>> Atheists, what is your basis for attacking the word of the Bible?
Not an Atheist. I believe in a God. It might even be your God. But I can't stand your Bible or your churches. So I'm happy to field this one. Here goes:
Your Bible claims things which I find morally objectionable are right and proper.
I do not believe it is appropriate to crucify one good man because a million others are wicked.
I do not believe an omnipotent god would need his son's help to forgive the sins of mankind.
I do not believe an all-loving father would punish his finitely rebellious children by burning them infinitely.
I do not believe that the son should inherit his father's "original sin", thus dooming the entire human race for one man's mistake. I'd like my shot at the garden to not eat the magic apple. Then again, were I there I'd ask more questions about the instant I was forbidden from eating it, until I was satisfied about its properties and not so easily deluded by a snake that God must have known about.
Your bible claims things as fact which the evidence God left in the physics of the universe as his signature on creation for us to find flatly contradict.
I do not believe the Earth was created in six days. God has placed evidence of millions of years of history in the ground, and was kind enough to make living creatures prefer a certain isotope of Carbon which makes it easy to find out roughly when they lived.
I do not believe that plants were created before the Sun.

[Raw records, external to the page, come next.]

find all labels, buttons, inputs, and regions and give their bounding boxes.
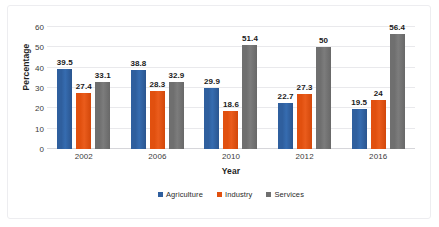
x-axis-title: Year — [47, 166, 415, 176]
bar-group: 39.527.433.1 — [47, 27, 121, 149]
bar-slot: 50 — [316, 27, 331, 149]
bar-services-2012[interactable] — [316, 47, 331, 149]
bar-value-label: 50 — [319, 36, 328, 45]
bar-agriculture-2012[interactable] — [278, 103, 293, 149]
bar-services-2006[interactable] — [169, 82, 184, 149]
bar-slot: 18.6 — [223, 27, 238, 149]
y-axis-tick: 50 — [24, 43, 44, 52]
legend-label: Services — [274, 190, 304, 199]
bar-value-label: 27.3 — [297, 83, 313, 92]
bar-slot: 51.4 — [242, 27, 257, 149]
bar-agriculture-2002[interactable] — [57, 69, 72, 149]
y-axis-tick: 20 — [24, 104, 44, 113]
bar-slot: 38.8 — [131, 27, 146, 149]
x-axis-tick-2016: 2016 — [369, 152, 387, 161]
bar-value-label: 19.5 — [351, 98, 367, 107]
bar-slot: 29.9 — [204, 27, 219, 149]
bar-group: 29.918.651.4 — [194, 27, 268, 149]
bar-slot: 56.4 — [390, 27, 405, 149]
y-axis-tick: 40 — [24, 63, 44, 72]
x-axis-tick-2012: 2012 — [295, 152, 313, 161]
bar-group: 19.52456.4 — [341, 27, 415, 149]
y-axis-tick: 0 — [24, 145, 44, 154]
bar-agriculture-2016[interactable] — [352, 109, 367, 149]
bar-value-label: 33.1 — [95, 71, 111, 80]
legend-label: Industry — [225, 190, 252, 199]
bar-slot: 27.3 — [297, 27, 312, 149]
bar-value-label: 56.4 — [389, 23, 405, 32]
bar-value-label: 28.3 — [149, 80, 165, 89]
legend-swatch-icon — [158, 192, 163, 197]
bar-industry-2002[interactable] — [76, 93, 91, 149]
bar-value-label: 38.8 — [130, 59, 146, 68]
bar-services-2016[interactable] — [390, 34, 405, 149]
legend-swatch-icon — [266, 192, 271, 197]
bar-slot: 24 — [371, 27, 386, 149]
bar-industry-2006[interactable] — [150, 91, 165, 149]
legend-swatch-icon — [217, 192, 222, 197]
y-axis-tick: 60 — [24, 23, 44, 32]
bar-slot: 22.7 — [278, 27, 293, 149]
bar-group: 38.828.332.9 — [121, 27, 195, 149]
bar-value-label: 32.9 — [168, 71, 184, 80]
bar-slot: 19.5 — [352, 27, 367, 149]
bar-value-label: 24 — [374, 89, 383, 98]
bar-agriculture-2006[interactable] — [131, 70, 146, 149]
legend-item-services[interactable]: Services — [266, 190, 304, 199]
y-axis-tick: 30 — [24, 84, 44, 93]
bar-slot: 32.9 — [169, 27, 184, 149]
bar-industry-2010[interactable] — [223, 111, 238, 149]
bar-value-label: 51.4 — [242, 34, 258, 43]
x-axis-tick-2002: 2002 — [75, 152, 93, 161]
bar-services-2010[interactable] — [242, 45, 257, 150]
legend-item-industry[interactable]: Industry — [217, 190, 252, 199]
plot-area: 39.527.433.138.828.332.929.918.651.422.7… — [47, 27, 415, 149]
bar-slot: 27.4 — [76, 27, 91, 149]
bar-slot: 39.5 — [57, 27, 72, 149]
bar-industry-2012[interactable] — [297, 94, 312, 150]
y-axis-tick: 10 — [24, 124, 44, 133]
bar-slot: 28.3 — [150, 27, 165, 149]
chart-legend: AgricultureIndustryServices — [47, 190, 415, 199]
x-axis-tick-labels: 20022006201020122016 — [47, 152, 415, 164]
bar-industry-2016[interactable] — [371, 100, 386, 149]
bar-value-label: 39.5 — [57, 58, 73, 67]
bar-agriculture-2010[interactable] — [204, 88, 219, 149]
legend-label: Agriculture — [166, 190, 203, 199]
bar-services-2002[interactable] — [95, 82, 110, 149]
bar-value-label: 29.9 — [204, 77, 220, 86]
bar-slot: 33.1 — [95, 27, 110, 149]
bar-value-label: 18.6 — [223, 100, 239, 109]
x-axis-tick-2010: 2010 — [222, 152, 240, 161]
bar-value-label: 27.4 — [76, 82, 92, 91]
x-axis-tick-2006: 2006 — [148, 152, 166, 161]
legend-item-agriculture[interactable]: Agriculture — [158, 190, 203, 199]
bar-group: 22.727.350 — [268, 27, 342, 149]
bar-chart: Percentage 0102030405060 39.527.433.138.… — [0, 0, 439, 227]
bar-value-label: 22.7 — [278, 92, 294, 101]
y-axis-tick-labels: 0102030405060 — [20, 27, 44, 149]
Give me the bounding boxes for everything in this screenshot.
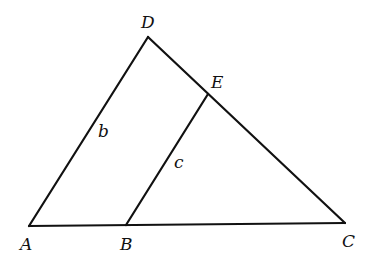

The evidence God left in physics suggests that planets form as the remnants of stars being born, and that the Earth was a molten ball of fiery liquid metal for a very long time after the Sun was created. Plants would have to wait.
I do not believe time began 6,000 years ago. While it is possible that God has planted fake evidence to deceive us into believing the universe is older than it is, I see no reason he would prefer this to revealing the truth of his marvelous creation for us to see firsthand. My God does not lie when he hangs cosmic background radiation in the sky as a birthday certificate for the universe.
I do not believe the Sun and Moon and stars orbit the Earth. By watching the position of the stars through the heavens as our seasons change, we notice that they wobble back and forth and rotate at night. We deduced we must be moving, and that perhaps the Sun is fixed in place. Later we discover not even the Sun is fixed in place, and we are all whizzing marvelously at cosmic speeds through an intricate gravitational ballet with trillions of other dancers. Is that not a better creation? Then we used that knowledge to launch a rocket to the Moon, and it was where we thought it would be when we got there.
I do not believe the world is flat. A long time ago, a mathematician studied how the shadows of two distant towers changed. After studying the distance between them and the differences in the lengths of the shadows, he estimated not only the spherical diameter of the Earth but the distance to the Sun, and was nearly correct on both counts.
I do not believe the entire human population comes from two common spontaneously created perfectly formed ancestors. We have too much genetic diversity to account for that limited a gene pool at that period in our history.
I do not believe Jesus was the son of God. God has no need for a son. I find it far more likely that Jesus was Joseph's son, conceived out of wedlock, and that the story of his birth was constructed to avoid death by stoning.
I do not believe Jesus rose from the dead. Dead people stay dead. It's one of the fundamental rules of nature. Maybe they go into a coma for a while and get up later, but the Bible is rather explicit and without doubt on the matter. I find it highly more likely that Jesus stayed dead, his allies moved his body, and claimed to see him still. Or perhaps none of his miracles happened and are the result of the well-defined tradition of further exaggerating a story with every retelling.
However the worst thing I have against the Bible is the thought that we should not use the senses God gave us to interpret the world around us; that we should not use the reason he gave us to seek out the truth it reveals to us; that instead the only path to salvation is by faithfully adhering to the laws written in a book we are not guaranteed to encounter in our lifetimes; that we must surrender ourselves to the name of someone we may never hear about; and that we should be completely closed-minded to any and all evidence that might show us a higher path.
I think Jesus was a great man. I think his lessons on love still apply today. I think if you attribute the beautiful complexities of logic and reason and science to God and abandon the contradictory and outdated book, you will find a much richer and beautiful reality than you could have ever hoped for with blinded eyes and mind.
That sir, is my basis for attacking the Bible.